Socialist Action /June 2001

AFL-CIO Bureaucrats at Dead End
By CHARLES WALKER
The AFL-CIO leadership met for four days last February
to take stock of its aims, and if necessary, fine-tune its strategies and
tactics.
Socialists support many of the federation's stated
goals, which, if realized, would greatly improve the daily life of the nation's
workers, especially ethnic minorities and women. We are no strangers to
struggles for job security, raising living standards, shorter workdays,
and social justice for workers here and around the world. Indeed, many social
improvements that workers have won originated (though not in their present
watered-down state) with socialists.
But socialists who study the labor chieftains'
stratagems will find that they are necessarily at odds with the labor officials
for two interrelated reasons:
First is that the nation's highest ranking labor
officialdom doesn't address workers' basic needs and their fulfillment outside
of the social and political boundaries that the country's corporate bosses
require and depend on for their own political supremacy, their social dominance,
and their paramount share of the nation's socially created wealth.
By refusing to challenge the basic doctrines that
ensure the dominion of the nation's wealthy elite over the population's
working majority-primarily the primacy of profits and the subordination
of wage labor-the labor brass continue to guide organized workers within
channels that might justly be likened to the stockyard chutes that lead
livestock to a forgone, unforgiving destiny.
Since the federation's leaders don't think that
the profit system is intrinsically anti-worker, they explain workers' differences
with their bosses as a "misunderstanding." The union officialdom
seems to think that if only the bosses and their political counterparts
would listen respectfully to workers' side of things, there would be consensus
and cooperation.
A case in point is that the AFL-CIO called 15 town
hall meetings around the country to give "local decision makers"
(including "business people and public officials") the lowdown
on how workers feel about the bosses' opposition to unions and their attack
on the 40-hour week, health care, and the like. (The hopes behind the town
meeting have a lot in common with hopes that many union officials place
in labor-management committees and other collaboration schemes.)
Socialists don't believe for a moment that the
bosses (the "decision makers") are ignorant of workers' needs,
feelings, and aspirations for a decent life.
Socialists believe that the bosses' exploitative
plunder of workers' labor has nothing to do with the bosses' knowledge of
workers' lives, but rather with the bosses' unceasing attempt to eliminate
their business competitors before their competitors eliminate them. In a
way, in the dog-eat-dog business world, workers are innocent bystanders.
Some might argue that most labor leaders never
said that they were socialists, so it's not right to hold them to socialist
standards. Still, socialists and the dues-paying ranks of the labor movement
probably agree that it's a fair criticism to point out that many of the
labor leaders' day-to-day practices undermine the federation's professed
goals of improving life for both organized and unorganized workers.
For example, many current contracts allow the bosses
to introduce improved machinery or plain old speedup and then fire workers
as productivity increases. Labor analysts predict that 13,000 auto jobs
will "disappear" under the present UAW-GM contract.
According to the federation's own figures, 160,000
manufacturing jobs were "lost" last year under union contracts.
Clearly, those job "losses" undermine the labor tops' goal of
increasing the strength of organized labor by a million workers a year.
The federation rightly says that "working
families are finding that employers' demands are encroaching more and more
on family life." Yet, unions long ago traded off the 40-hour week for
the illusionary gains of forced overtime. So it's no wonder that today's
labor leaders show no willingness to put forth the same forceful determination
to win back the shorter workweek that was necessary to win it in the first
place.
"And many working families," the labor
bigwigs rightly say, "lack the basics, such as health care, access
to elder care, prescription drug coverage, quality education and adequate
incomes."
Of course the bosses are obviously at fault, but
the failure of labor leaders to mobilize their ranks to demand that workers'
well-being be the nation's priority allows the bosses to get away with forcing,
as the labor chieftains say, too many workers into "living to work,
instead of working to live."
The labor officialdom's refusal to break with the
country's most dangerous "labor-management" fraud, the Democratic
Party, and rally trade unionists-and the 50 percent of the citizenry that
sees it has no stake in the status quo and skips voting-is the greatest
barrier to realizing the federation's proclaimed goals for workers. As the
federation admits, despite its heavy investment in the Democrats, the labor
movement hasn't even been able to protect the minimum wage, which has lost
23 percent of its purchasing power since 1978.
Socialists believe that as long as the labor movement
relies on the Democratic wing of the boss class to protect its bacon, the
labor movement is facing a dead end.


> [TASK BRIEF]:
Find the string "this" in the data, then copy every line where it is found.

> [GIVEN ENTRIES]:
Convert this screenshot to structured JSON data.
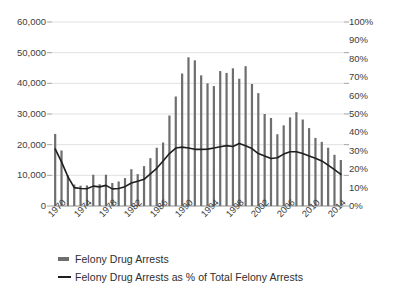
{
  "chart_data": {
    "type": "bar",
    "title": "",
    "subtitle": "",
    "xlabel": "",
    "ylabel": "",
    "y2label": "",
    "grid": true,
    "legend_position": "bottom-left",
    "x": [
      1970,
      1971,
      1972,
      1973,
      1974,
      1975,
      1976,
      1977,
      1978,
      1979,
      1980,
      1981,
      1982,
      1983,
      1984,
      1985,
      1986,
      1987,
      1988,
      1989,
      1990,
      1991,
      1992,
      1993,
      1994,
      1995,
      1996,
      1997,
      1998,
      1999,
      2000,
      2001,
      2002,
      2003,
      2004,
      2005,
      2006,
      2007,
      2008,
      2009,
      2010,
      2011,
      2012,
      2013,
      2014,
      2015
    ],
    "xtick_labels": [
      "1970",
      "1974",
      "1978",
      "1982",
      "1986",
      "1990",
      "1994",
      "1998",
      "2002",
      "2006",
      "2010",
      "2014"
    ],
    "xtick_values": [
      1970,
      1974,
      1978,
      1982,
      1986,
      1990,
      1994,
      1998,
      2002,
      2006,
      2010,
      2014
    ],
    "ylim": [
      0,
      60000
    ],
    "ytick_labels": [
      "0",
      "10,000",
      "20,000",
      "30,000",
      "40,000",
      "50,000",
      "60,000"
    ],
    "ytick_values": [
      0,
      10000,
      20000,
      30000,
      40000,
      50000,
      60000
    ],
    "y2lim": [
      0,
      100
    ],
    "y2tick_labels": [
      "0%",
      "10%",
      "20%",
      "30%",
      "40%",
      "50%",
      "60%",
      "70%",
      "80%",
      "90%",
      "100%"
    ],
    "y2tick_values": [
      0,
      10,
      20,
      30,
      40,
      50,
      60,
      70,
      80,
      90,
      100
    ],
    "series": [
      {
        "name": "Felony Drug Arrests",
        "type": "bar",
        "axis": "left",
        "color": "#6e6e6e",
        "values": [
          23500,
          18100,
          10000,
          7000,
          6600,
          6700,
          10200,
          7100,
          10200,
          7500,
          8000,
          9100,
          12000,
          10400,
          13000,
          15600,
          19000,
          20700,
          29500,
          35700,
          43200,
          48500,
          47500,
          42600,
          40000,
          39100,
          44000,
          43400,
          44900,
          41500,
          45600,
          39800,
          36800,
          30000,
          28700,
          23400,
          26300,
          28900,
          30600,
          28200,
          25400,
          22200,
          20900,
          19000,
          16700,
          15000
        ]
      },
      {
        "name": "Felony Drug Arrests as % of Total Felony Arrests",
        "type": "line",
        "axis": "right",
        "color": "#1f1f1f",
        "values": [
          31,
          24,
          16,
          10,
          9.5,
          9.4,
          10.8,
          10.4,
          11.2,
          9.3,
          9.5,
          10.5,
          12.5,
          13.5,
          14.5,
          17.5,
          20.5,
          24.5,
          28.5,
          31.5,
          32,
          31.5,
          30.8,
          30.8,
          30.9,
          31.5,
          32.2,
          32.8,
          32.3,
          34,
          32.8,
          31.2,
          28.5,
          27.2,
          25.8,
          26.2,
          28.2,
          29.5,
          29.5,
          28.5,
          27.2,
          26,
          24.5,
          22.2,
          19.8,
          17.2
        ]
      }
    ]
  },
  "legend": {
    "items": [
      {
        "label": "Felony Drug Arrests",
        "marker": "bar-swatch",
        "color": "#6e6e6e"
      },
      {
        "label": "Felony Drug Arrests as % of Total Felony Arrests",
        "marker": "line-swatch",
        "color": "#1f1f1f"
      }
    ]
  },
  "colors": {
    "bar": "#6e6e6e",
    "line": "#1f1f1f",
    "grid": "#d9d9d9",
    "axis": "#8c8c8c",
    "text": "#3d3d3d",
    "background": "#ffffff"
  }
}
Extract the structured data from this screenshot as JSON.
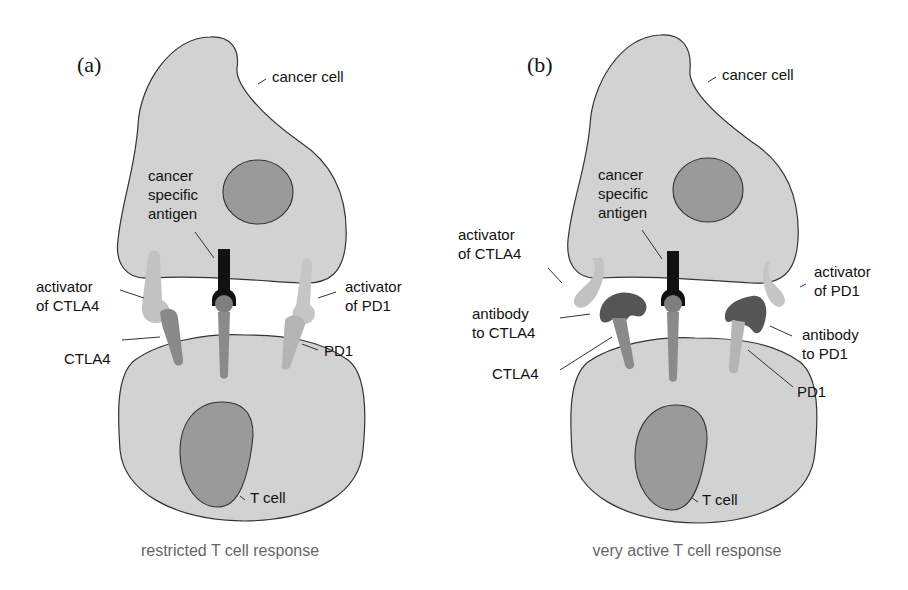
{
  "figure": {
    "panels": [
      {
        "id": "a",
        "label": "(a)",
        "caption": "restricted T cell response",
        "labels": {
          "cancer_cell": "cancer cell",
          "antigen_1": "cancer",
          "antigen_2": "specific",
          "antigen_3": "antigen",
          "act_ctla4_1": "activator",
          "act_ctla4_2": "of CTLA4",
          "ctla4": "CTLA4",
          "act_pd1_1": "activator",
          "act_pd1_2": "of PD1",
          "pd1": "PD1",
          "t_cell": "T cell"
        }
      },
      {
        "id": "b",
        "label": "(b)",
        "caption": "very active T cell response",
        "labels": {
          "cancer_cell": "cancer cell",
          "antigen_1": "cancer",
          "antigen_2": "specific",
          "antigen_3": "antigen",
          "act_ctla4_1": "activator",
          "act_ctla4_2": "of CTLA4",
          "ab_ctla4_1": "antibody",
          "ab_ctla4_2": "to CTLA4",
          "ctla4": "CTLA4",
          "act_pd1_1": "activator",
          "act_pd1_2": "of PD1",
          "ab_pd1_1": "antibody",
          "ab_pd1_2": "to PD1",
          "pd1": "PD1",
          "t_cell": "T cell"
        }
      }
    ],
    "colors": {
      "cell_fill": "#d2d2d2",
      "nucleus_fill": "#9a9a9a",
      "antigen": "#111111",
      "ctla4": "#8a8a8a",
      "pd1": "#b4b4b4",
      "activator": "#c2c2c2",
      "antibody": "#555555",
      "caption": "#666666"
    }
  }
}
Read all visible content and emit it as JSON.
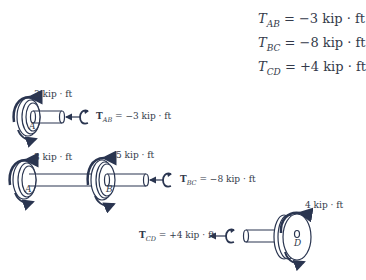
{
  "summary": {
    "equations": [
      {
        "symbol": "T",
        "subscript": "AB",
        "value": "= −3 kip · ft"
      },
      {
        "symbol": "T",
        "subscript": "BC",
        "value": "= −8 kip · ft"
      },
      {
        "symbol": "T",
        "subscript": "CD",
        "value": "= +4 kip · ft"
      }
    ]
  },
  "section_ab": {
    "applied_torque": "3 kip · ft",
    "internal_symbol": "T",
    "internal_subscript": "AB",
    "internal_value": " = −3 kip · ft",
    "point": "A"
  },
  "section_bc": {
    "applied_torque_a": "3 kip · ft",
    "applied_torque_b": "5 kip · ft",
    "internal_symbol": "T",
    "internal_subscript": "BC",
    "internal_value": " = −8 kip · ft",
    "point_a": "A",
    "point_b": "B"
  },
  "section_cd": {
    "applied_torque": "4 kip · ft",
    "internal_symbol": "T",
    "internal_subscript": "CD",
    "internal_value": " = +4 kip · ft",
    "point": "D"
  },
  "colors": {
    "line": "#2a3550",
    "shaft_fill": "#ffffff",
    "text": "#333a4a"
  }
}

> [FINISHED TASK]:
Convert this screenshot to structured JSON data.
Extract the structured data from this screenshot as JSON.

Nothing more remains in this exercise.